(1.) The respondent, Sri S. N. Das Gupta, is a Fellow of the Institute of Chartered Accountants and practices his profession in Calcutta. For the years 1942, 1943 and 1944 he was the Auditor of the Aryan Bank Limited, which has since gone into liquidation and in fact acted as such Auditor. The reports he made were in terms of the usual formula, but those for the first two years were made subject to special reports. After the failure of the Bank, certain criminal proceedings were commenced against its Managing Director, the Director in Charge, the Secretary and another Director, which resulted, in the end, in the conviction of the first two accused persons of conspiracy to falsify the accounts of the Bank and of publication of false balance-sheets. In those criminal proceedings, the respondent was a prosecution witness and it appears that not only the records of the Bank, but his personal papers as well were seized in the course of the investigation. The criminal proceedings terminated with the appellate judgment of this High Court, given in August, 1952.
(2.) On 4-2-1954, one Sri B.K. Kaul, Deputy Secretary to the Government of India, Ministry of Finance, Department of Economic Affairs, addressed a letter to the Secretary of the Institute in which he stated that the balance-sheets and the profit and loss accounts of the Aryan Bank Limited for the years 1942, 1943 and 1944 did not exhibit a true and correct view of the state of the Bank's affairs and he asked that such action as the Institute might deem fit might be taken against the respondent. According to the informant, the Bank had resorted to manipulation of accounts on an extensive scale during the period covered by the respondent's audit. As instances, he alleged that in 1943, the Bank had purported to allot a pro'digious number of shares to certain concerns in which the Managing Director or his relatives were interested and this it had done not on receipt of any actual payment in cash, but by opening fictitious loan accounts in the names of the allottees or non-existent persons and showing the money as paid out of such loans. In the same year, the Bank had purported to pay a large sum to one A.C. Chakraborty, one of its Directors, as commission in respect of the sale of those very shares. In 1944, the Bank had shown in its Fixed Deposit Ledger certain large sums as received on. fixed deposit on a single day from certain concerns in which the Managing Director was interested, but the Cash Book of the Bank did not show any corresponding entries on the relevant date. It was also alleged that on a certain date in 1944, the Cash Book showed a cash balance of about Rs. 5,00,000/-, although the actual balance on that date was a little over Rs. 1,000/- only.
(3.) On receipt of the complaint, the Institute issued the usual notice to the respondent who filed his written statement in due course. With respect to the issue of the shares, his defence wad that he had examined the relevant books and papers and found them to be in order and it was not possible for him, nor was it his duty as a statutory Auditor, to do more or investigate whether the allottees were relatives of the Managing Director or concerns in which he was interested or whether they existed in fact. If loans had been granted to share-holders, there was nothing per se illegal in such transactions. As regards the fixed deposit receipts, the respondent pleaded that the entries in the Fixed Deposit Ledger, which was only a subsidiary book, could not be decisive, because the entries might be wrong, but if the General Ledger was tallied with the Cash Book, the deposits would be found to have been actually made, it might also be that the entries in the Fixed Deposit Ledger related only to renewals. As to the payment of a commission to A.C. Chakraborty the respondent pointed out that in 1943 there was no Director of the Bank of that name at all, but, in any event, payment of a commission to a Director for the sale of shares was not illegal, if the same was permitted by the Articles of Association. As regards the cash balance on a certain date in 1944, the respondent pleaded that an Auditor was concerned only with the cash balance on the day of the closing of the accounts, but it was not his duty to check and certify the cash balance on any particular day in the middle of the year. While taking these specific pleas, the respondent also stated that he had been unable to obtain his papers from the Courts and the police within the short time given to him and he had, therefore, been compelled to rely entirely on his memory.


PROBLEM STATEMENT =
Filter the records for lines holding the string "this".

☆ ☆ ☆ ☆ ☆ ☆ ☆

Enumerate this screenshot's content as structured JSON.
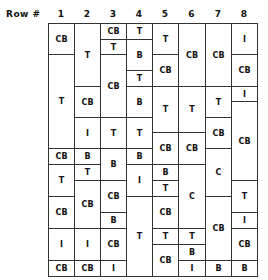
{
  "header": {
    "row_label": "Row #",
    "columns": [
      "1",
      "2",
      "3",
      "4",
      "5",
      "6",
      "7",
      "8"
    ]
  },
  "grid": {
    "col_x": [
      48,
      74,
      100,
      126,
      152,
      178,
      205,
      231,
      257
    ],
    "columns": [
      {
        "col": 1,
        "cells": [
          {
            "y0": 23,
            "y1": 54,
            "label": "CB"
          },
          {
            "y0": 54,
            "y1": 148,
            "label": "T"
          },
          {
            "y0": 148,
            "y1": 164,
            "label": "CB"
          },
          {
            "y0": 164,
            "y1": 196,
            "label": "T"
          },
          {
            "y0": 196,
            "y1": 228,
            "label": "CB"
          },
          {
            "y0": 228,
            "y1": 260,
            "label": "I"
          },
          {
            "y0": 260,
            "y1": 276,
            "label": "CB"
          }
        ]
      },
      {
        "col": 2,
        "cells": [
          {
            "y0": 23,
            "y1": 86,
            "label": "T"
          },
          {
            "y0": 86,
            "y1": 117,
            "label": "CB"
          },
          {
            "y0": 117,
            "y1": 148,
            "label": "I"
          },
          {
            "y0": 148,
            "y1": 164,
            "label": "B"
          },
          {
            "y0": 164,
            "y1": 180,
            "label": "T"
          },
          {
            "y0": 180,
            "y1": 228,
            "label": "CB"
          },
          {
            "y0": 228,
            "y1": 260,
            "label": "I"
          },
          {
            "y0": 260,
            "y1": 276,
            "label": "CB"
          }
        ]
      },
      {
        "col": 3,
        "cells": [
          {
            "y0": 23,
            "y1": 39,
            "label": "CB"
          },
          {
            "y0": 39,
            "y1": 54,
            "label": "T"
          },
          {
            "y0": 54,
            "y1": 117,
            "label": "CB"
          },
          {
            "y0": 117,
            "y1": 148,
            "label": "T"
          },
          {
            "y0": 148,
            "y1": 180,
            "label": "B"
          },
          {
            "y0": 180,
            "y1": 212,
            "label": "CB"
          },
          {
            "y0": 212,
            "y1": 228,
            "label": "B"
          },
          {
            "y0": 228,
            "y1": 260,
            "label": "CB"
          },
          {
            "y0": 260,
            "y1": 276,
            "label": "I"
          }
        ]
      },
      {
        "col": 4,
        "cells": [
          {
            "y0": 23,
            "y1": 39,
            "label": "T"
          },
          {
            "y0": 39,
            "y1": 70,
            "label": "B"
          },
          {
            "y0": 70,
            "y1": 86,
            "label": "T"
          },
          {
            "y0": 86,
            "y1": 117,
            "label": "B"
          },
          {
            "y0": 117,
            "y1": 148,
            "label": "T"
          },
          {
            "y0": 148,
            "y1": 164,
            "label": "B"
          },
          {
            "y0": 164,
            "y1": 196,
            "label": "I"
          },
          {
            "y0": 196,
            "y1": 276,
            "label": "T"
          }
        ]
      },
      {
        "col": 5,
        "cells": [
          {
            "y0": 23,
            "y1": 54,
            "label": "T"
          },
          {
            "y0": 54,
            "y1": 86,
            "label": "CB"
          },
          {
            "y0": 86,
            "y1": 132,
            "label": "T"
          },
          {
            "y0": 132,
            "y1": 164,
            "label": "CB"
          },
          {
            "y0": 164,
            "y1": 180,
            "label": "B"
          },
          {
            "y0": 180,
            "y1": 196,
            "label": "T"
          },
          {
            "y0": 196,
            "y1": 228,
            "label": "CB"
          },
          {
            "y0": 228,
            "y1": 244,
            "label": "T"
          },
          {
            "y0": 244,
            "y1": 276,
            "label": "CB"
          }
        ]
      },
      {
        "col": 6,
        "cells": [
          {
            "y0": 23,
            "y1": 86,
            "label": "CB"
          },
          {
            "y0": 86,
            "y1": 132,
            "label": "T"
          },
          {
            "y0": 132,
            "y1": 164,
            "label": "CB"
          },
          {
            "y0": 164,
            "y1": 228,
            "label": "C"
          },
          {
            "y0": 228,
            "y1": 244,
            "label": "T"
          },
          {
            "y0": 244,
            "y1": 260,
            "label": "B"
          },
          {
            "y0": 260,
            "y1": 276,
            "label": "I"
          }
        ]
      },
      {
        "col": 7,
        "cells": [
          {
            "y0": 23,
            "y1": 86,
            "label": "CB"
          },
          {
            "y0": 86,
            "y1": 117,
            "label": "T"
          },
          {
            "y0": 117,
            "y1": 148,
            "label": "CB"
          },
          {
            "y0": 148,
            "y1": 196,
            "label": "C"
          },
          {
            "y0": 196,
            "y1": 260,
            "label": "CB"
          },
          {
            "y0": 260,
            "y1": 276,
            "label": "B"
          }
        ]
      },
      {
        "col": 8,
        "cells": [
          {
            "y0": 23,
            "y1": 54,
            "label": "I"
          },
          {
            "y0": 54,
            "y1": 86,
            "label": "CB"
          },
          {
            "y0": 86,
            "y1": 101,
            "label": "I"
          },
          {
            "y0": 101,
            "y1": 180,
            "label": "CB"
          },
          {
            "y0": 180,
            "y1": 212,
            "label": "T"
          },
          {
            "y0": 212,
            "y1": 228,
            "label": "I"
          },
          {
            "y0": 228,
            "y1": 260,
            "label": "CB"
          },
          {
            "y0": 260,
            "y1": 276,
            "label": "B"
          }
        ]
      }
    ]
  }
}
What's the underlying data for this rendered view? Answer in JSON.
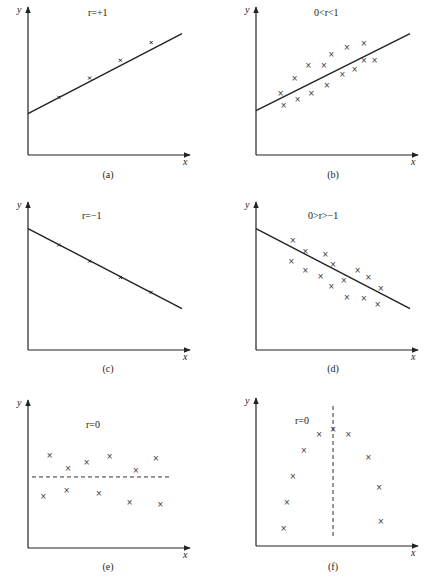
{
  "figure": {
    "panels": [
      {
        "id": "a",
        "caption": "(a)",
        "annotation": "r=+1",
        "x_label": "x",
        "y_label": "y"
      },
      {
        "id": "b",
        "caption": "(b)",
        "annotation": "0<r<1",
        "x_label": "x",
        "y_label": "y"
      },
      {
        "id": "c",
        "caption": "(c)",
        "annotation": "r=−1",
        "x_label": "x",
        "y_label": "y"
      },
      {
        "id": "d",
        "caption": "(d)",
        "annotation": "0>r>−1",
        "x_label": "x",
        "y_label": "y"
      },
      {
        "id": "e",
        "caption": "(e)",
        "annotation": "r=0",
        "x_label": "x",
        "y_label": "y"
      },
      {
        "id": "f",
        "caption": "(f)",
        "annotation": "r=0",
        "x_label": "x",
        "y_label": "y"
      }
    ]
  },
  "chart_data": [
    {
      "type": "scatter",
      "title": "r=+1",
      "caption": "(a)",
      "xlabel": "x",
      "ylabel": "y",
      "line": {
        "style": "solid",
        "from": [
          0,
          0.28
        ],
        "to": [
          1,
          0.82
        ]
      },
      "points": [
        [
          0.2,
          0.39
        ],
        [
          0.4,
          0.52
        ],
        [
          0.6,
          0.64
        ],
        [
          0.8,
          0.76
        ]
      ]
    },
    {
      "type": "scatter",
      "title": "0<r<1",
      "caption": "(b)",
      "xlabel": "x",
      "ylabel": "y",
      "line": {
        "style": "solid",
        "from": [
          0,
          0.3
        ],
        "to": [
          1,
          0.82
        ]
      },
      "points": [
        [
          0.16,
          0.42
        ],
        [
          0.18,
          0.34
        ],
        [
          0.25,
          0.52
        ],
        [
          0.27,
          0.38
        ],
        [
          0.34,
          0.61
        ],
        [
          0.36,
          0.42
        ],
        [
          0.44,
          0.61
        ],
        [
          0.46,
          0.47
        ],
        [
          0.49,
          0.68
        ],
        [
          0.56,
          0.55
        ],
        [
          0.59,
          0.73
        ],
        [
          0.64,
          0.58
        ],
        [
          0.7,
          0.76
        ],
        [
          0.7,
          0.64
        ],
        [
          0.77,
          0.64
        ]
      ]
    },
    {
      "type": "scatter",
      "title": "r=−1",
      "caption": "(c)",
      "xlabel": "x",
      "ylabel": "y",
      "line": {
        "style": "solid",
        "from": [
          0,
          0.82
        ],
        "to": [
          1,
          0.28
        ]
      },
      "points": [
        [
          0.2,
          0.71
        ],
        [
          0.4,
          0.6
        ],
        [
          0.6,
          0.49
        ],
        [
          0.8,
          0.39
        ]
      ]
    },
    {
      "type": "scatter",
      "title": "0>r>−1",
      "caption": "(d)",
      "xlabel": "x",
      "ylabel": "y",
      "line": {
        "style": "solid",
        "from": [
          0,
          0.82
        ],
        "to": [
          1,
          0.28
        ]
      },
      "points": [
        [
          0.24,
          0.74
        ],
        [
          0.23,
          0.6
        ],
        [
          0.32,
          0.67
        ],
        [
          0.32,
          0.54
        ],
        [
          0.45,
          0.65
        ],
        [
          0.42,
          0.5
        ],
        [
          0.5,
          0.58
        ],
        [
          0.49,
          0.43
        ],
        [
          0.57,
          0.47
        ],
        [
          0.59,
          0.36
        ],
        [
          0.66,
          0.54
        ],
        [
          0.73,
          0.49
        ],
        [
          0.7,
          0.35
        ],
        [
          0.81,
          0.42
        ],
        [
          0.79,
          0.31
        ]
      ]
    },
    {
      "type": "scatter",
      "title": "r=0",
      "caption": "(e)",
      "xlabel": "x",
      "ylabel": "y",
      "line": {
        "style": "dashed",
        "orientation": "horizontal",
        "y": 0.48
      },
      "points": [
        [
          0.14,
          0.63
        ],
        [
          0.26,
          0.54
        ],
        [
          0.38,
          0.58
        ],
        [
          0.53,
          0.62
        ],
        [
          0.7,
          0.53
        ],
        [
          0.83,
          0.61
        ],
        [
          0.1,
          0.35
        ],
        [
          0.25,
          0.39
        ],
        [
          0.46,
          0.37
        ],
        [
          0.66,
          0.31
        ],
        [
          0.86,
          0.3
        ]
      ]
    },
    {
      "type": "scatter",
      "title": "r=0",
      "caption": "(f)",
      "xlabel": "x",
      "ylabel": "y",
      "line": {
        "style": "dashed",
        "orientation": "vertical",
        "x": 0.5
      },
      "points": [
        [
          0.18,
          0.12
        ],
        [
          0.2,
          0.3
        ],
        [
          0.24,
          0.47
        ],
        [
          0.31,
          0.65
        ],
        [
          0.41,
          0.76
        ],
        [
          0.5,
          0.79
        ],
        [
          0.6,
          0.76
        ],
        [
          0.73,
          0.6
        ],
        [
          0.8,
          0.4
        ],
        [
          0.81,
          0.17
        ]
      ]
    }
  ]
}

☆ ☆ ☆ ☆ ☆ ☆ ☆

SOLVED EXERCISE =
Enumerate this screenshot's content as structured JSON.
What's the underlying data for this rendered view? Answer in JSON.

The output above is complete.